TED Talks: Why Mayors Should Rule the World

It often seems like federal-level politicians care more about creating gridlock than solving the world’s problems. So who’s actually getting bold things done? City mayors. So, political theorist Benjamin Barber suggests: Let’s give them more control over global policy. Barber shows how these “urban homeboys” are solving pressing problems on their own turf — and maybe in the world.

Benjamin Barber believes that the future of the world may lie with the politicians who implement practical change every day: mayors.

Stop suggesting government should run like a businesses

All Rights Reserved
All Rights Reserved

Plenty of links in today’s article. Check them out if you have time.

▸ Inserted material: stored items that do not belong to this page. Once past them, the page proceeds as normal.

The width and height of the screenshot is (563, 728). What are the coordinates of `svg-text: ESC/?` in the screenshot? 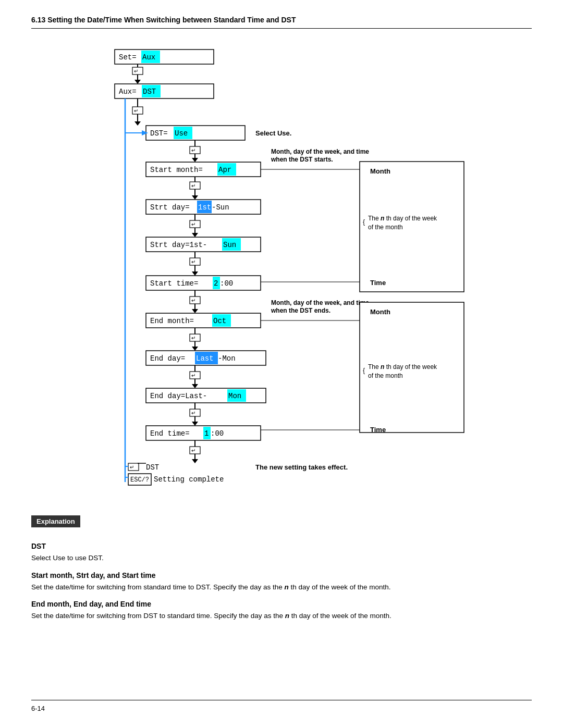 It's located at (140, 480).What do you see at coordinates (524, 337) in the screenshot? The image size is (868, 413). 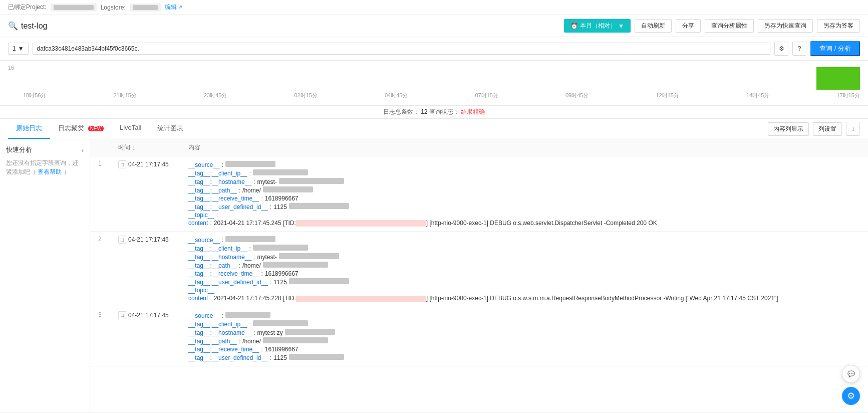 I see `log-content-3: __source__ : __tag__:__client_ip__ : __t…` at bounding box center [524, 337].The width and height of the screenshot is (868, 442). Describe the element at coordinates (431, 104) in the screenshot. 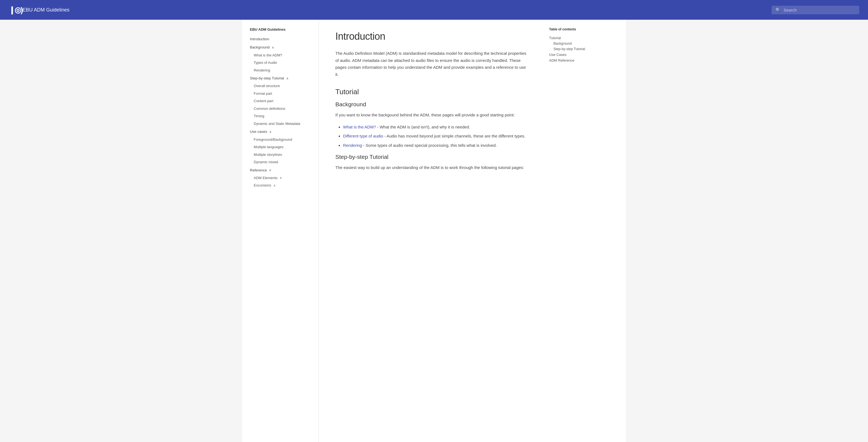

I see `background-heading: Background` at that location.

There is a worrying trend, in my opinion, of politicians and public figures making comparisons between running a business and running a government. That is simply political posturing that goes no farther than ideological fluff. It is wrong-headed for a simple reason well articulated by John Harvey in an older post via Forbes:

…to ask that the government be run like a business is tantamount to asking that the government turn a profit. The problem in a nutshell, is that not everything that is profitable is of social value and not everything of social value is profitable.

And from Matthew Yglesias at Slate, responding to an article in the Sacramento Bee claiming California is insolvent:

This is a big mistake. Obviously California’s state government is not a business. But if it were a business, the right way to account for it would be to treat it as the owner of all the non-federal land in California and all the structures sitting on that land. That stuff—the beaches and the beach houses and the offices and the shopping malls and all the rest—is the tax base of an American state government. California, thanks to 1978’s famous Proposition 13, does not in practice collect all that much in real estate taxes. But that’s a policy decision, not an aspect of the state’s balance sheet. Of course the fact that California is a state government constrained by political factors also highlights the fact that it’s a bit dumb to compare governments to businesses. But if it were a business, then it’d be a business in a great financial position. If the actual financial position is not-so-great that’s precisely because it isn’t a business.

Governments are not like households, and governments are not like businesses. They serve an entirely different function, and try to address the tragedy of the commons by investing in things the market would never support precisely because they do not represent potential profits. Rather, they seek to avoid negative externalities and thus avoid greater potential societal costs that otherwise would not be accounted for. There may be some for-profit schools, but we would not trust  or desire private for-profit groups to educate all citizens. Likewise with the military, police, social services, and welfare state. Certainly, there are exceptions, like perhaps the US Postal Service, but generally we can believe if something was profitable the private sector would already be involved. Don’t confuse the issue by claiming a government could behave like something it is not and should not be.